Christenberry is also considered a pioneer of colored photography as an art form; he was especially encouraged in the medium by the likes of Walker Evans and William Eggleston.
His father tried to attend college but found it too expensive and spent his life working as a delivery man for a bakery and a salesman of dairy and insurance.
Christenberry was originally influenced by Abstract expressionism and his studies under Melville Price, but later found himself more attracted to the type of realism attributed to Jasper Johns and Robert Rauschenberg.
[2] His artistic career began with painting – specifically large, abstract-expressionist canvasses, but his focus and inspiration shifted to the place and memories of his childhood.
[3] After receiving his degrees Christenberry stayed at the University of Alabama for a few years as a teacher and in 1961 he encountered James Agee and Walker Evans' book, "Let Us Now Praise Famous Men", which brought inspiration to the work Christenberry was already completing – namely his direct-address photographs of Hale County which he had started taking in 1958 with his Brownie camera (from 1944).
In 1974, Christenberry began translating some of these photographed buildings into detailed sculptures that accurately reproduce their state of decay and patina.
Although detailed and properly proportioned, Christenberry did not refer to these creations as models, as he says they are not based on precise measurements, and he preferred that they be called sculptures.
Christenberry largely reconstructed the room, which is filled with paintings, found objects, drawings, sculptures, dioramas, and a series of fabric dolls of Klansmen in their hooded robes.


▶ TASK PROMPT
Every line below that includes the word "behaviour" needs to be copied.

▶ SUPPLIED ENTRIES
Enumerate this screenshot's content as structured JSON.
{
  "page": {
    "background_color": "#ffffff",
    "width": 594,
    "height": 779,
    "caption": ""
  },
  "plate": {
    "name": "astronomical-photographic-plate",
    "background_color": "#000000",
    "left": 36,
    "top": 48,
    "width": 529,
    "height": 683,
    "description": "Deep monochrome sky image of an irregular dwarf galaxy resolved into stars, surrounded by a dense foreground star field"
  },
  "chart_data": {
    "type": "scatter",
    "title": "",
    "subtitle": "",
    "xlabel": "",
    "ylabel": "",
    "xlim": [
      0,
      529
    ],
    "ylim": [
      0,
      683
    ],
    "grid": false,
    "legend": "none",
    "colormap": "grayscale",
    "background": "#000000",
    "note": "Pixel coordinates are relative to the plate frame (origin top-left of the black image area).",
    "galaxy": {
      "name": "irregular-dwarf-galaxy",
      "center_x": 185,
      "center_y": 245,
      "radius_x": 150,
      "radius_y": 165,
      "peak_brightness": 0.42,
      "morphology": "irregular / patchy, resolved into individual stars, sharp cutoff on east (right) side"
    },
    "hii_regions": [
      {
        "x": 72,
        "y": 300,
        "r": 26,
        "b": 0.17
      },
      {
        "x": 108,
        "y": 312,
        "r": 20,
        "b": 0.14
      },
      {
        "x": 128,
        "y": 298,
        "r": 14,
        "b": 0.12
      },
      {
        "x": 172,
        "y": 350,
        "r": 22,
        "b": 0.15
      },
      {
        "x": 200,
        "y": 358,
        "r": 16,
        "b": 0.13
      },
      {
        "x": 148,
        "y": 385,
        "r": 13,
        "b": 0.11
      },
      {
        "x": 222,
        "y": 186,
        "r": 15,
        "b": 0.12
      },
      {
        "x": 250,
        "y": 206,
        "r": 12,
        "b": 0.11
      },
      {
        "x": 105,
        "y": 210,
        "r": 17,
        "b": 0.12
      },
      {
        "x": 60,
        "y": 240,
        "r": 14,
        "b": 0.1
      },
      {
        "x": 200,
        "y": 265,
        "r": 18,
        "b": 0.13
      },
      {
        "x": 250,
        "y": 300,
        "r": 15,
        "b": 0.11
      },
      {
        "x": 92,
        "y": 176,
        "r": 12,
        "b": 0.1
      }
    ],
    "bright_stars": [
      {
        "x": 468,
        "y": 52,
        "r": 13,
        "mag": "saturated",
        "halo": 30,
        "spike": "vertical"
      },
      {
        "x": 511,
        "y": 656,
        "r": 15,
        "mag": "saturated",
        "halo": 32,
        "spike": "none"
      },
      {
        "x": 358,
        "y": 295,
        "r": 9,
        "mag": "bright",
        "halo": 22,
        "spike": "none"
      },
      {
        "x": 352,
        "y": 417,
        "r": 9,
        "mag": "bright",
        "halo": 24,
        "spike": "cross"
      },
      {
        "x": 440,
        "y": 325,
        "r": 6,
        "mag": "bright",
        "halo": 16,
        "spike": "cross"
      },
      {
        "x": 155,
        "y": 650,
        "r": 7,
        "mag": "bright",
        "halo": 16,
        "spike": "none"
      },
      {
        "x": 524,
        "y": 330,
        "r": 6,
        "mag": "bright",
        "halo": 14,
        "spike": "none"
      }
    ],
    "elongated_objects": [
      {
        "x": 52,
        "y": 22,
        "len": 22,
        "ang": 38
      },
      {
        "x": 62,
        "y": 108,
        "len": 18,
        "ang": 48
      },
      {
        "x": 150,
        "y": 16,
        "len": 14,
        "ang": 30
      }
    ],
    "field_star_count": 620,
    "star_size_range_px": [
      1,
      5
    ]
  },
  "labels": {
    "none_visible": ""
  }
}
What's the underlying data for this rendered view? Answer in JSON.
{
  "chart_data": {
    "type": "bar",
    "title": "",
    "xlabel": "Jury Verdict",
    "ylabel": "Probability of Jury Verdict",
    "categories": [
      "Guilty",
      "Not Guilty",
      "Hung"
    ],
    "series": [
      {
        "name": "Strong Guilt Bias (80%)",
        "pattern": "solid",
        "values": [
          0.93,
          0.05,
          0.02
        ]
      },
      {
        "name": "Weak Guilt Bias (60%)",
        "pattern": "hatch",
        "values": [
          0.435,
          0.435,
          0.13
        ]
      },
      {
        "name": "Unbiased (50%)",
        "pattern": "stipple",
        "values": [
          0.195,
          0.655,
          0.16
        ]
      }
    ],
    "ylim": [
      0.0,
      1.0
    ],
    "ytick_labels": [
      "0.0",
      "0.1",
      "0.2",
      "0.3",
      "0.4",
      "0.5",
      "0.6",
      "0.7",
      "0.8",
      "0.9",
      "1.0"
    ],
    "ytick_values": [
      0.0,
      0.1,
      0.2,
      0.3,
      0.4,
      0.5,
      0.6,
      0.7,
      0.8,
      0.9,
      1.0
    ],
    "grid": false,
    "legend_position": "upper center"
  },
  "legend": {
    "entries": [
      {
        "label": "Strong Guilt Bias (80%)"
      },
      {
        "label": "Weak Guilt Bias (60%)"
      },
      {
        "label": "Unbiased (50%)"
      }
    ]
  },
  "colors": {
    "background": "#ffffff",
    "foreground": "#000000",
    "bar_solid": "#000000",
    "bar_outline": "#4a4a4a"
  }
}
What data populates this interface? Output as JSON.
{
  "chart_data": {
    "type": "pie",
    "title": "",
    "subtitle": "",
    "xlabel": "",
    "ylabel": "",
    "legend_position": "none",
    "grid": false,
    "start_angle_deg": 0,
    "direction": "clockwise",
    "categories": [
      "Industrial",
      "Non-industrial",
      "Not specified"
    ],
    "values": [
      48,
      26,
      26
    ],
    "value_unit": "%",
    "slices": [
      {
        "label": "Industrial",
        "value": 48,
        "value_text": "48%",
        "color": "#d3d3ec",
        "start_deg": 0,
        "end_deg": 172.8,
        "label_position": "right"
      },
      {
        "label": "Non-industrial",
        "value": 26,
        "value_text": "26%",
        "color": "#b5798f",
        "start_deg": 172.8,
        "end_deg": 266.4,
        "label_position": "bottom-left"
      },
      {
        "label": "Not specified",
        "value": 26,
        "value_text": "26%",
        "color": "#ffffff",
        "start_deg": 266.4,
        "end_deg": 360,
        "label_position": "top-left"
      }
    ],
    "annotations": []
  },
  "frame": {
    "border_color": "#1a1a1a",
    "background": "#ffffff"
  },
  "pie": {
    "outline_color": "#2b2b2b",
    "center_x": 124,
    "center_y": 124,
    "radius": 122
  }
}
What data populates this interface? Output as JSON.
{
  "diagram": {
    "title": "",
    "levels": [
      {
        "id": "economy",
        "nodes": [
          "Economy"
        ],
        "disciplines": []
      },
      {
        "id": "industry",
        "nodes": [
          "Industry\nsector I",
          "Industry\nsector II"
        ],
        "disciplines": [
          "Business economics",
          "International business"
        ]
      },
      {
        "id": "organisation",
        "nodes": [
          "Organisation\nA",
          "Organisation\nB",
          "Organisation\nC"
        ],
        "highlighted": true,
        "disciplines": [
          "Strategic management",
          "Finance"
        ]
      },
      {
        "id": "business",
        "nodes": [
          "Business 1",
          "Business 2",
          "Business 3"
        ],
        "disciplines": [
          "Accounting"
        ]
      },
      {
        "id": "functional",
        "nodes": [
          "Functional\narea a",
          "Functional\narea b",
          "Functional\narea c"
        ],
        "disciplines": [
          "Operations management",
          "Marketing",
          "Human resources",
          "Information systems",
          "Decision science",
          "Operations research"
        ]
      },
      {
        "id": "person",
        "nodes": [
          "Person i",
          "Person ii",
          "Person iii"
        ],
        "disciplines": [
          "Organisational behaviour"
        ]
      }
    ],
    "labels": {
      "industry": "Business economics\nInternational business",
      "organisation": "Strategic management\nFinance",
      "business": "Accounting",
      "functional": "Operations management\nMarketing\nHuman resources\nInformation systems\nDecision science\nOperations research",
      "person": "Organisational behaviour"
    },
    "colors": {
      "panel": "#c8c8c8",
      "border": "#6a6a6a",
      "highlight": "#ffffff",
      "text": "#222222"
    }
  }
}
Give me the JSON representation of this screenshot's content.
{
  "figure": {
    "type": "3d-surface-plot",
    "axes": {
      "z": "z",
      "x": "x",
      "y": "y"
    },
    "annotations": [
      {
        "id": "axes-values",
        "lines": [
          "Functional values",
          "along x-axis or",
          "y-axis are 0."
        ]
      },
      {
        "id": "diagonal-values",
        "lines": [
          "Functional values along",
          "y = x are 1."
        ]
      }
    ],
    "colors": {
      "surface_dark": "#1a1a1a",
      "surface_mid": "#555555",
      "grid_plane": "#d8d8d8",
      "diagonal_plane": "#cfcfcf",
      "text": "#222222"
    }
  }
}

▶ EXERCISE RESULT
          "Organisational behaviour"
      "person": "Organisational behaviour"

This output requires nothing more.